You hear from ICU and ED nurses on the news and in articles, but not Covid WARD Nurses. The following piece was emailed to us yesterday by a COVID ward nurse who tells it how it is. A must read. She has asked to remain anonymous.

Recently in the media, I have seen lots of discussion about whether our public health system can cope with COVID if lockdowns are lifted and we learn to ‘live with the virus’ – as a nurse that has worked on a COVID ward at a major regional public hospital for the last 2 years – I would say no.

A lot of experts reference the capacity of ICU’s when discussing the resilience of our healthcare system but they seem to forget that for every person that goes to ICU most, if not all, will require a step-down bed on a ward for weeks or months as they recover. As a ward nurse, I can honestly say that we are not coping at the moment. This does not relate to resources or bed numbers but burnout. 

Last year when my ward was filled with COVID positive patients the nurses felt the brunt of it. Our allied health colleagues were no longer allowed on the ward to prevent them from carrying the virus from our ward to others. So nurses added physiotherapist, occupational therapist, speech pathologist, dietician and social worker to our job descriptions.

Last week, as our risk classification changed, allied health workers were again banned from our ward. Visitors weren’t allowed in the hospital adding counsellor and companion to our job description as we tried to uphold the morale of our lonely and distressed patients. Last year in a medical emergency doctors would avoid coming into a suspected or confirmed positive COVID room to decrease the chance of infection spread.

This left a or multiple nurses running around inside a room trying to complete the necessary tasks being requested by the doctor looking in from outside while also trying to keep the patient calm – put oxygen nasal prongs on, set up high flow nasal prongs, do an ECG, take bloods, check all their vital signs on a 5 minutely basis…the list goes on. Cleaner and food delivery were also added to our tasks as cleaners or PSA’s were not allowed to enter suspected or confirmed COVID positive rooms. The nurses dearly missed our multidisciplinary colleagues as they usually are there to help us keep our heads above water and the hospital running. 
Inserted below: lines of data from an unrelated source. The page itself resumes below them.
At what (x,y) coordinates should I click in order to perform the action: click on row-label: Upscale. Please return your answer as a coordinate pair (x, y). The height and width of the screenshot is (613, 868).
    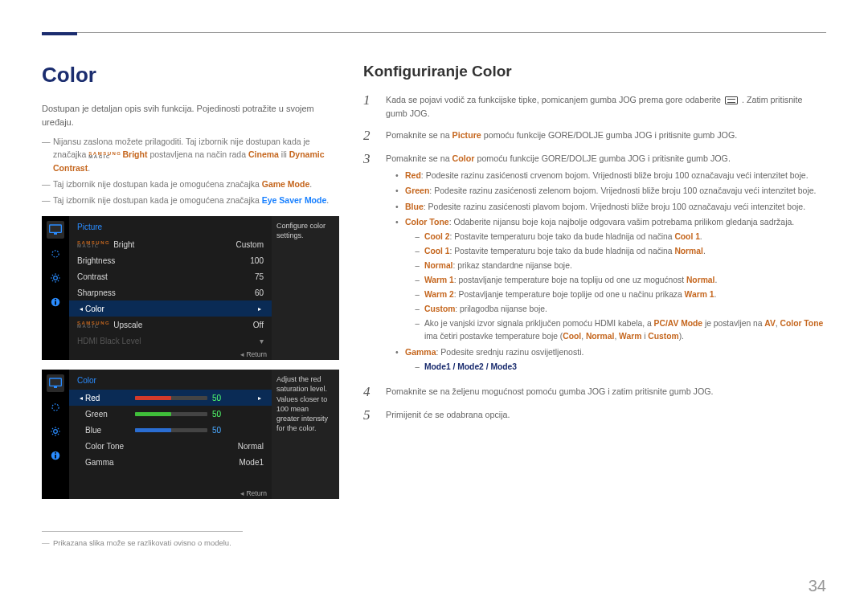
    Looking at the image, I should click on (128, 325).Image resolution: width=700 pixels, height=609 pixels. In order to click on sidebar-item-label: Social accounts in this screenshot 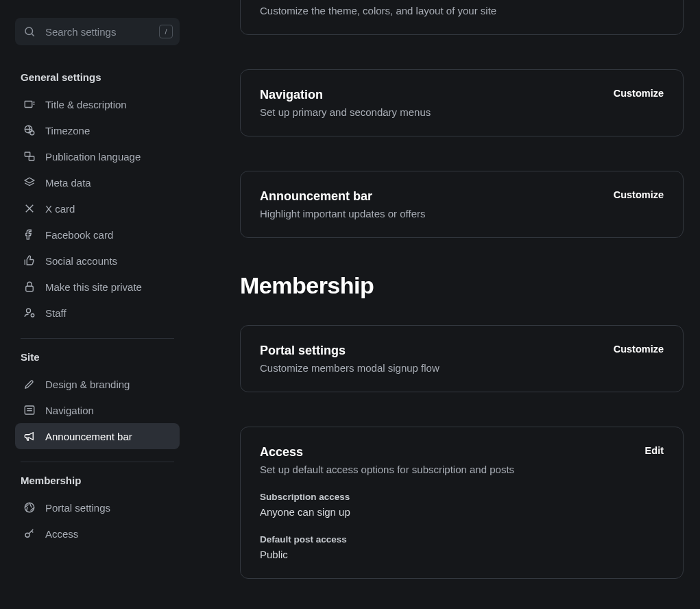, I will do `click(81, 261)`.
As I reflect on what became a COVID nurses norm last year, I feel the anxiety start to rise as I realise it is all starting to happen again. Over the past couple of weeks we have started to admit positive patients to our ward once again, from our local community as well as overflow from metropolitan Melbourne. 

Already nurses have started to call in sick, unable to face another 8-10 hours of uncomfortable PPE and an ever growing list of tasks. The nurses that find the strength to turn up on the day are often asked to do double shifts to cover staffing shortfalls. As the mental health of the community deteriorates we are faced with an ever-growing cohort of mentally ill patients who are unable to be admitted to a psychiatric ward due to bed constraints or infection risk are placed on our ward where we do not have the resources or training to care for them in a safe manner.

Add to this the verbal and physical abuse we suffer on a weekly, if not a daily, basis from our patients and their families and it is crystal clear to me that we are not coping despite being in lockdown where infections are prevented. 

Just like everyone else we have families and friends we would love to see and lives we want to get on with but as I see it, if we open up too soon and infections rise – it won’t be the just the public health system itself that will collapse but it will be the nurses that are most badly injured in the rubble. The least the public can do is get vaccinated TODAY and adhere to the current restrictions.